Friday mystery object #133 answer

Friday’s mystery object was meant to be a bit of a challenge:

Post-cranial bones can be tricky to identify, especially if you don’t have much comparative material available.

The first challenge was to work out which bits of bone are present – something that Rhea and Jake managed very well. This particular specimen is composed of a broken portion of right mandible (showing the coronoid process, condyloid process and angular process), the left ilium, and the first three cervical vertebrae (which include the axis and atlas bones).

Identifying the species was a bit more tricky using just these few bits of bone, but several of you managed to get there. Henstridgesj was the first to suggest Dog or Canis lupus familiaris Linnaeus, 1758, but Rhea, Jake and Barabara Powell all came to a similar conclusion.

For me the real clue was in the mandible, since the arrangement of the various processes is distinctly carnivoran and the size of the remains and the shape of the ilium narrow it down to a decent sized canid. Of course, it helps when you have a collection of bones at your fingertips for comparison. It also helps when there is a label:

This specimen is part of a collection of British mammal material collected by John Cooper in the late 1950’s and early 1960’s, which was acquired by the Horniman in 1974. The collection is important as it generally has good data and it provides very useful reference material for making identifications.

Some of the specimens are a bit scrappy – like this one – but even a scrappy specimen can be useful when you’re trying to identify new finds or if you want to get an idea about the past distribution of a species. For Dogs this isn’t so important, but for other species – like Water Voles, Coypu and Mink, it can be useful to track distributions in the past, to get an idea of how the populations are changing over time.

Hopefully the Cooper collection will be made available on the Horniman’s website later this year – I will keep you updated!

6 thoughts on “Friday mystery object #133 answer

  1. Thank you for another fun and challenging game. I can call elements but speciation is very hard. #133 taught me about juvenile pelvic breakage, thanks to Jake and the carnivoran mandible formation and pelvic shape thanks to you, Paolo.

  2. Thanks Rhea, I’m so glad that you enjoy the FMO and find it useful. It’s great that the collections are being useful even when they’re not on display (or even of display quality).

  3. I always learn something new from the FMO. This week I learned:
    1. That breaks in bones of young & old animals look different (I really should have known this, as I had a ‘greenstick’ fracture of the tibia when I was 6 — I assume this is the feature on the ilium to which Jake refers).
    2. The names of the processes of the Dentary bone (mandible). I’ve now looked these up on Wikipedia to see which is which.
    Thanks Paolo, I really appreciate the time and effort you take each week on the FMO.

    • Glad you find it useful – it makes the time and effort worthwhile!

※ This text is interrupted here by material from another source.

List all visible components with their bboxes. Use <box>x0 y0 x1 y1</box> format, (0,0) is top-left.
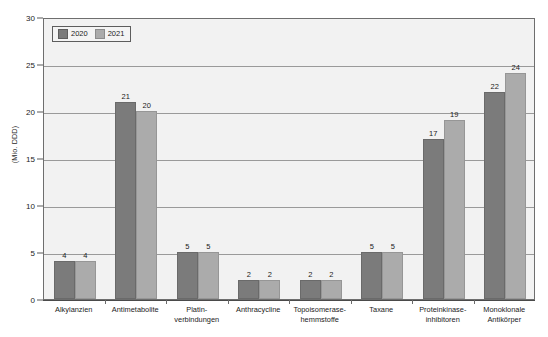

      I think the break of the ilium that Jakes spotted is slightly different from the greenstick breaks of young bone – it’s more about the unfused sutures of the different bony elements of the pelvis. In an adult the ilium is fused to the sacrum, ischium and pubis to make a solid element that will tend to fracture where the bone is thinnest. In the juvenile the pelvis will disarticulate into each of the separate bony components, since they are not properly fused.

  4. Hi!

    I’m currently studying for my practical zooarchaeology exam (identifying bones of Scandinavian domesticated animals to be exact) and took a break to poke the internet and maybe be able to identify a bone fragment I found on the beach yesterday (no luck, bur bringing it with me to uni tomorrow to check the reference collection) and I stumbled upon this lovely blog! Going through the FMO posts still makes it feel like I’m on a break while I’m not! Getting to use my knowledge, see what I actually know and then going to the books to figure out why I did not recognize something or why I thought it reminded me of something else.

    Made me so happy (and somewhat proud) to be able to go “That looks like a canine atlas!” when I got to this post (means going through the atlas pictures earlier today had some impact), also made me realize I need to look at the pelvises of dogs and cats in the collection (no pictures in my book!)

    So thank you for making today’s study session much more fun!
    I’ve already bookmarked the site. Need to keep my osteological knowledge alive when I can’t be handling the precious bones (aiming for a degree in osteology but there’s so much non-bony stuff to do as well), and mystery objects seems like the perfect way.